SANTA ANA, Calif. — Southern California’s progressive activists are uniting in outrage over the failure of the Orange County district attorney and the Garden Grove police department to charge Minuteman Project supporter Hal Netkin for allegedly ramming his van into peaceful immigrant rights demonstrators May 25.

Instead of arresting Netkin, the police instead arrested and charged five young men among the immigrant rights demonstrators with felony assault.

The controversy arose when Minuteman Project co-founder James Gilchrist spoke at the Women’s Civic Club in Garden Grove, where he called for deporting millions of undocumented immigrants. He said he was “damned proud to be a vigilante” patrolling the border. About 200 immigrant rights activists protested his appearance outside.

On his way in to the event, Netkin reportedly rammed his minivan into the demonstrators without provocation. Demonstrators immediately chanted “Arrest him!” said defense group spokesperson Theresa Dang, who herself was hit by Netkin’s vehicle.

Netkin was later picked up by police but was subsequently released without charges.

Dang said the five pro-immigrant-rights demonstrators were arrested about two hours later when the activity broke up, about the same time police say they declared the gathering an unlawful assembly. All five are students. One is white, another Asian American, and three are Latinos.

On June 1 about 100 immigrants rights, peace, student, Latino, labor and community activists picketed the Santa Ana office of Orange County District Attorney Tony Rackauckas as representatives of the newly formed May 25th Legal Defense Committee. They called on Rackauckas to drop charges against the five demonstrators, bring charges against Netkin and initiate an independent investigation of police bias in the case.

Defense committee spokes-person Refugio Valle of the Chicano student MECHA group at the University of Calif-ornia–Irvine said the five students “were voicing opposition to hate and discrimination against the undocumented” and were victims, not perpetrators, of assault.

Also at the picket was Susan Andres of San Gabriel Neighbors for Peace. She said she, too, was hit by Netkin’s vehicle on May 25, and observed no violence or threats directed toward him. When she tried to report the incident to the authorities, “the police were hostile. One asked, ‘Couldn’t it have been an accident?’ I said, ‘Not unless he was blind.’” Others at the picket gave similar testimony.

Arturo Cambron, another defense committee spokesperson, said California Gov. Arnold Schwarzenegger’s comments welcoming Minutemen vigilantes to the state have “opened the doors and emboldened them and must have some influence on the police, press and prosecutors.”

The group said it will wait for a response to its demands until June 8, when further actions will be decided upon.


TASK PROMPT:
For the records below, tally the lines that contain "chart" and give only that number.

■ ■ ■ ■

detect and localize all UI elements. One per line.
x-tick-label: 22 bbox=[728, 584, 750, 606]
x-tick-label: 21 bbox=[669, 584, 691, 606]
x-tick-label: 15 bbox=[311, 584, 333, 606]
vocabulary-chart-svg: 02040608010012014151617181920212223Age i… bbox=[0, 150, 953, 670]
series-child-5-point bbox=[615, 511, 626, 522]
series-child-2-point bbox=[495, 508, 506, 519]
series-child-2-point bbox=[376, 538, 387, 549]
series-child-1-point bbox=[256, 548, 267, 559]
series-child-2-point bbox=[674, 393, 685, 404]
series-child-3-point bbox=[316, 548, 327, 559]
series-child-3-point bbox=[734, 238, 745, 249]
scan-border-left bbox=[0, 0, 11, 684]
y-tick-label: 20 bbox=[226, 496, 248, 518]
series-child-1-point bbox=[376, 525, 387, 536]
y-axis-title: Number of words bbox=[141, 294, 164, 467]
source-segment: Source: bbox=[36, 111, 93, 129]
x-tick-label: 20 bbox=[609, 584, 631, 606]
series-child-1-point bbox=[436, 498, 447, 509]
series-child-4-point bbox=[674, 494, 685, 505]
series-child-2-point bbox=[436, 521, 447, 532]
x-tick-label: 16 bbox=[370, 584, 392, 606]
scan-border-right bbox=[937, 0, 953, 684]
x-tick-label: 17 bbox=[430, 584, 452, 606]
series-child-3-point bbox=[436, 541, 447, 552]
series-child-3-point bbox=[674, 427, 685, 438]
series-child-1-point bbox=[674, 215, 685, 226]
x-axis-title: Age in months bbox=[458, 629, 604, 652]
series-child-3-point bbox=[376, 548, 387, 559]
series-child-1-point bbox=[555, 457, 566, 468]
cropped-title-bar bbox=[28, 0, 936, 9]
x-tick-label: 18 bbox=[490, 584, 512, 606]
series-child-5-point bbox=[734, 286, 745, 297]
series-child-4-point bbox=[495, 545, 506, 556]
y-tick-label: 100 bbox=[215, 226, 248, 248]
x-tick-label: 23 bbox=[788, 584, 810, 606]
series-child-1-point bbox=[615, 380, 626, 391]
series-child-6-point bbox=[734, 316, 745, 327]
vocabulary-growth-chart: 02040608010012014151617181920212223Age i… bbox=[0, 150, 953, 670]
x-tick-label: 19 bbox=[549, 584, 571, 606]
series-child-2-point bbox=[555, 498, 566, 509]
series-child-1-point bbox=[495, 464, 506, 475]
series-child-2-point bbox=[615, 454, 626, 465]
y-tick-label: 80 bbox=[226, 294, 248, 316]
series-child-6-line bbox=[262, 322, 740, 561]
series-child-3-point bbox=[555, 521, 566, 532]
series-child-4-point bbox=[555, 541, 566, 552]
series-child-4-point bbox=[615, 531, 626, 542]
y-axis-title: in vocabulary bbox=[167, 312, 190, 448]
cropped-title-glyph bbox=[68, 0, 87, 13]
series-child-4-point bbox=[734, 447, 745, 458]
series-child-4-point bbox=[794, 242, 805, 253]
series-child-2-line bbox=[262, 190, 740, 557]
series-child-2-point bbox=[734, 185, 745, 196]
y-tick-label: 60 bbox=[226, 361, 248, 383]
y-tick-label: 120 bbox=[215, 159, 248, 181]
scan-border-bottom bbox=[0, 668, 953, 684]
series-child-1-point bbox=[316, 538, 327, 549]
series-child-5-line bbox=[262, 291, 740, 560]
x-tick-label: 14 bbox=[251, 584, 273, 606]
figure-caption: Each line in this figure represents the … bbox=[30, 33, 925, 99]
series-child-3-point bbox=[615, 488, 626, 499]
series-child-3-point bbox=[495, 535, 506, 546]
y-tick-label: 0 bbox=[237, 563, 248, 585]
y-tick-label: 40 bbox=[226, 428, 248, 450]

■ ■ ■ ■

SOLVED PROBLEM:
2